Though Sunak apologized for not attending Thursday’s final commemoration on Omaha Beach in Normandy, his critics said the decision showed disrespect to the veterans and diminished the U.K.'s international standing. Other world leaders including President Joe Biden, French President Emmanuel Macron, German Chancellor Olaf Scholz and Ukrainian leader Volodymyr Zelenskyy were all present.
The Brits take the war seriously. They well remember that, between the fall of France and Hitler's suicidal moves to take on both the Soviet Union and the United States, that they were the only ones left opposing Nazi Germany. Commemorations of both World War I and World War II are almost secular religious ceremonies in the UK. Any halfway competent politician there recognizes that.
And then there's Sunak.
So what was so important to Sunak that he felt the need to show slight regard to his nations's veterans and play hooky on the D-Day commemoration, you might ask?
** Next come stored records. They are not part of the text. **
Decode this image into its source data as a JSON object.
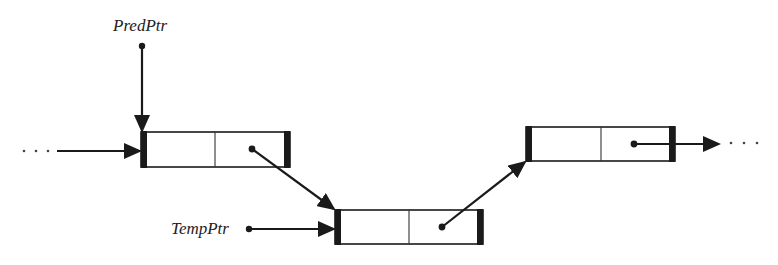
{
  "diagram": {
    "type": "linked-list",
    "labels": {
      "pred_ptr": "PredPtr",
      "temp_ptr": "TempPtr"
    },
    "ellipsis": "· · ·",
    "nodes": [
      {
        "id": "node-1",
        "x": 141,
        "y": 132,
        "w": 149,
        "h": 35,
        "divider_x": 215,
        "ptr_dot": [
          252,
          149
        ]
      },
      {
        "id": "node-2",
        "x": 335,
        "y": 210,
        "w": 148,
        "h": 34,
        "divider_x": 409,
        "ptr_dot": [
          442,
          227
        ]
      },
      {
        "id": "node-3",
        "x": 526,
        "y": 127,
        "w": 149,
        "h": 34,
        "divider_x": 601,
        "ptr_dot": [
          634,
          144
        ]
      }
    ],
    "edges": [
      {
        "from": "incoming",
        "to": "node-1"
      },
      {
        "from": "PredPtr",
        "to": "node-1"
      },
      {
        "from": "node-1",
        "to": "node-2"
      },
      {
        "from": "TempPtr",
        "to": "node-2"
      },
      {
        "from": "node-2",
        "to": "node-3"
      },
      {
        "from": "node-3",
        "to": "outgoing"
      }
    ],
    "colors": {
      "stroke": "#1a1a1a",
      "background": "#ffffff"
    }
  }
}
He had to tape a TV interview that hasn't aired yet.
It should be noted that his excuse was the schedule was established including the interview BEFORE the commemoration schedule was established…an interview that was a campaign event…for a campaign that hadn’t even been started when that schedule was set-up. Not the sharpest knife.
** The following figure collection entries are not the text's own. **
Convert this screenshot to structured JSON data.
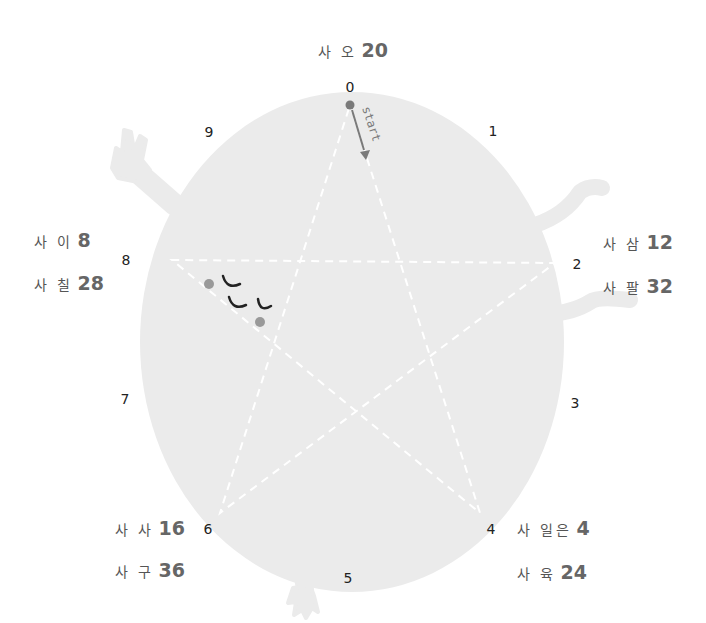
{
  "colors": {
    "blob": "#ebebeb",
    "star_lines": "#ffffff",
    "arrow": "#7a7a7a",
    "dot": "#999999",
    "eye_arc": "#222222",
    "numbers": "#222222",
    "labels": "#555555"
  },
  "start_label": "start",
  "numbers": [
    "0",
    "1",
    "2",
    "3",
    "4",
    "5",
    "6",
    "7",
    "8",
    "9"
  ],
  "labels": [
    {
      "id": "top",
      "kr": "사 오",
      "value": "20"
    },
    {
      "id": "left-1",
      "kr": "사 이",
      "value": "8"
    },
    {
      "id": "left-2",
      "kr": "사 칠",
      "value": "28"
    },
    {
      "id": "right-1",
      "kr": "사 삼",
      "value": "12"
    },
    {
      "id": "right-2",
      "kr": "사 팔",
      "value": "32"
    },
    {
      "id": "bottom-left-1",
      "kr": "사 사",
      "value": "16"
    },
    {
      "id": "bottom-left-2",
      "kr": "사 구",
      "value": "36"
    },
    {
      "id": "bottom-right-1",
      "kr": "사 일은",
      "value": "4"
    },
    {
      "id": "bottom-right-2",
      "kr": "사 육",
      "value": "24"
    }
  ]
}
ReplyDeleteIt also contrasts how the people and parties responded to this insult on soldiers versus how Trump’s various abuse of veterans has been ignored in the U.S.
As has been pointed out elsewhere, D-Day was when the US finally and definitively shoved the UK aside and reduced it to a second-rank power. But Sunak does not even know *that* -- and durst not admit it if he did.
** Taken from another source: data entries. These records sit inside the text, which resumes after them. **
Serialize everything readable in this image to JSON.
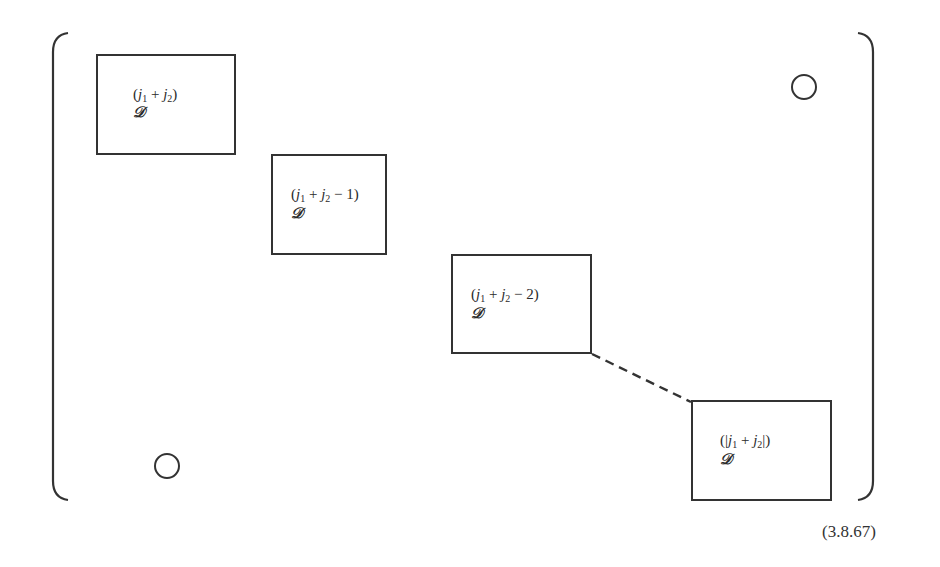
{
  "diagram": {
    "type": "block-diagonal-matrix",
    "blocks": [
      {
        "id": "block-1",
        "label_open": "(",
        "label_parts": [
          "j",
          "1",
          " + ",
          "j",
          "2",
          ")"
        ],
        "label_text": "(j1 + j2)",
        "symbol": "𝒟",
        "box": {
          "x": 96,
          "y": 54,
          "w": 140,
          "h": 101
        }
      },
      {
        "id": "block-2",
        "label_text": "(j1 + j2 − 1)",
        "label_parts": [
          "(",
          "j",
          "1",
          " + ",
          "j",
          "2",
          " − 1)"
        ],
        "symbol": "𝒟",
        "box": {
          "x": 271,
          "y": 154,
          "w": 116,
          "h": 101
        }
      },
      {
        "id": "block-3",
        "label_text": "(j1 + j2 − 2)",
        "label_parts": [
          "(",
          "j",
          "1",
          " + ",
          "j",
          "2",
          " − 2)"
        ],
        "symbol": "𝒟",
        "box": {
          "x": 451,
          "y": 254,
          "w": 141,
          "h": 100
        }
      },
      {
        "id": "block-4",
        "label_text": "(|j1 + j2|)",
        "label_parts": [
          "(|",
          "j",
          "1",
          " + ",
          "j",
          "2",
          "|)"
        ],
        "symbol": "𝒟",
        "box": {
          "x": 691,
          "y": 400,
          "w": 141,
          "h": 101
        }
      }
    ],
    "zero_markers": [
      {
        "id": "upper-right-zero",
        "cx": 804,
        "cy": 87,
        "r": 12
      },
      {
        "id": "lower-left-zero",
        "cx": 167,
        "cy": 466,
        "r": 12
      }
    ],
    "ellipsis_connector": {
      "style": "dashed",
      "from": [
        592,
        354
      ],
      "to": [
        691,
        402
      ]
    },
    "equation_number": "(3.8.67)"
  }
}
ReplyDeleteLabour finally aggregated their feces. Carry on
ReplyDeleteJust to clarify, Frank, no. The U.S. forces totaled approximately 73,000 men, attacking two beaches…the Commonwealth forces totaled approximately 83,000, of which 62,000 were British, and assaulted three beaches.
ReplyDeleteCertainly, after D-Day the U.S. forces began representing a large proportion of forces, but on D-Day itself the U.S. hardly pushed the British aside. The assignment of Ike to the role of Supreme Commander of the Allied Expeditionary Force was a recognition that American production and manpower was what would be necessary on the Western Front, but until about August-September of 1944 the Commonwealth forces were larger. After all, the U.S. was sending a large minority of its troops and supplies into the meat grinder of the Pacific, where the Commonwealth was horribly under strength and poorly supplied.
It’s all pretty academic, as the Russians were truly who defeated the Germans, with the aid of Commonwealth ships and supplies early on, and American ships and supplies later. The opening of the Western Front in France was helpful, but the Soviet Union was already grinding inexorably toward Berlin. D-Day was, in the end, more critical to keeping a sizable portion of Europe out of the hands of the Soviet Union.